Enclosure, Outeragh, Co. Tipperary
Co. Tipperary |
Enclosures
A field in County Tipperary holds a secret that only shows itself from above, or in the right season, when the grass betrays what the soil remembers.
On a gently rolling hilltop near Outeragh, a nearly square enclosure measuring roughly 28 metres across has been levelled so thoroughly that it leaves no obvious trace for a casual walker. What remains is a cropmark, the outline of an ancient fosse, or ditch, picked out in lush grass and thistles growing where the disturbed, once-waterlogged earth still holds moisture differently from the surrounding pasture. The fosse itself was between three and four metres wide, suggesting this was once a substantial enclosed space, though what it contained and who built it remain open questions.
The site has its own small archaeological neighbourhood. A large conjoined enclosure sits immediately to the east, associated field banks run nearby, and about 150 metres to the north-east stands a bivallate ringfort, meaning a ringfort defended by two concentric banks and ditches rather than one. That cluster of monuments points to a landscape that was, at some point, meaningfully organised and occupied. By 1982, when a surveyor named Cahill recorded it, the enclosure could still be traced as a low bank and fosse at ground level. Earlier still, an aerial photograph taken on 13 July 1966 shows the area obscured by trees, suggesting the earthwork was at that point partially hidden by woodland. Later aerial photographs from the mid-1990s capture the cropmark clearly, the shape of the enclosure readable from altitude even as it becomes harder to resolve on the ground.
The square form is itself worth noting. Ringforts and enclosures in Ireland are overwhelmingly circular; a rectilinear example sits slightly outside that norm and invites speculation about function or date, though the available evidence does not settle either question. The thistles and greener grass that trace its outline are, in their quiet way, doing the same work an excavation might do, marking where the ground was once cut and shaped by people whose purposes are no longer known.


> [What is required]:
Each entry must be given again exactly; images do not belong in the copy.

> [Data]:
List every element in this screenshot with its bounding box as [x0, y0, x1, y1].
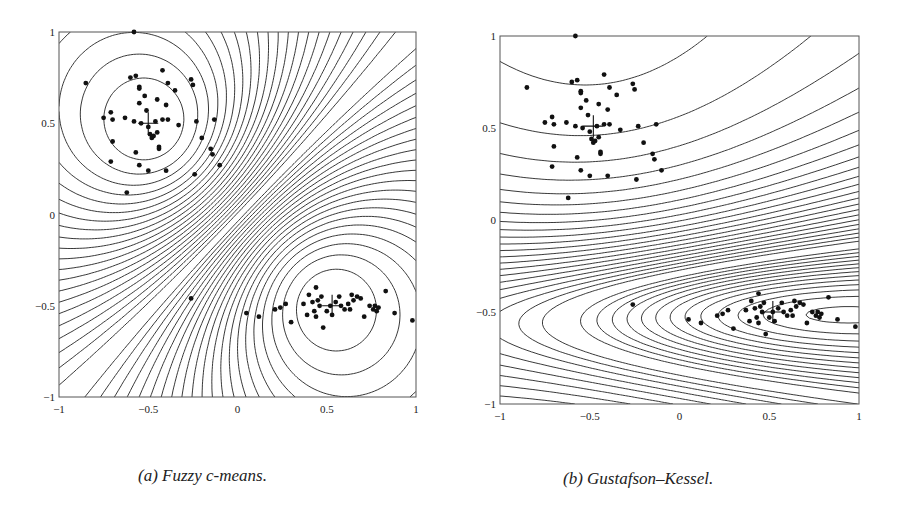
x-tick-label: −0.5 — [580, 410, 600, 422]
x-tick-label: 0 — [677, 410, 683, 422]
cluster-prototype-marker — [583, 115, 603, 137]
caption-fuzzy-c-means: (a) Fuzzy c-means. — [138, 466, 267, 486]
y-tick-label: 0 — [491, 214, 497, 226]
x-tick-label: 1 — [856, 410, 862, 422]
y-tick-label: −0.5 — [476, 306, 496, 318]
x-tick-label: −1 — [494, 410, 506, 422]
y-tick-label: −1 — [484, 398, 496, 410]
contour-lines — [500, 36, 859, 404]
caption-gustafson-kessel: (b) Gustafson–Kessel. — [563, 469, 713, 489]
gk-contour-chart: −1−1−0.5−0.5000.50.511 — [0, 0, 899, 440]
x-tick-label: 0.5 — [762, 410, 776, 422]
y-tick-label: 1 — [491, 30, 497, 42]
y-tick-label: 0.5 — [482, 122, 496, 134]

> [Your solution]:
List every element in this screenshot with its bounding box as [x0, y0, x1, y1].
x-tick-label: −0.5 — [580, 410, 600, 422]
x-tick-label: 0 — [677, 410, 683, 422]
cluster-prototype-marker — [583, 115, 603, 137]
caption-fuzzy-c-means: (a) Fuzzy c-means. — [138, 466, 267, 486]
y-tick-label: 0 — [491, 214, 497, 226]
x-tick-label: 1 — [856, 410, 862, 422]
y-tick-label: −0.5 — [476, 306, 496, 318]
x-tick-label: −1 — [494, 410, 506, 422]
y-tick-label: −1 — [484, 398, 496, 410]
contour-lines — [500, 36, 859, 404]
caption-gustafson-kessel: (b) Gustafson–Kessel. — [563, 469, 713, 489]
gk-contour-chart: −1−1−0.5−0.5000.50.511 — [0, 0, 899, 440]
x-tick-label: 0.5 — [762, 410, 776, 422]
y-tick-label: 1 — [491, 30, 497, 42]
y-tick-label: 0.5 — [482, 122, 496, 134]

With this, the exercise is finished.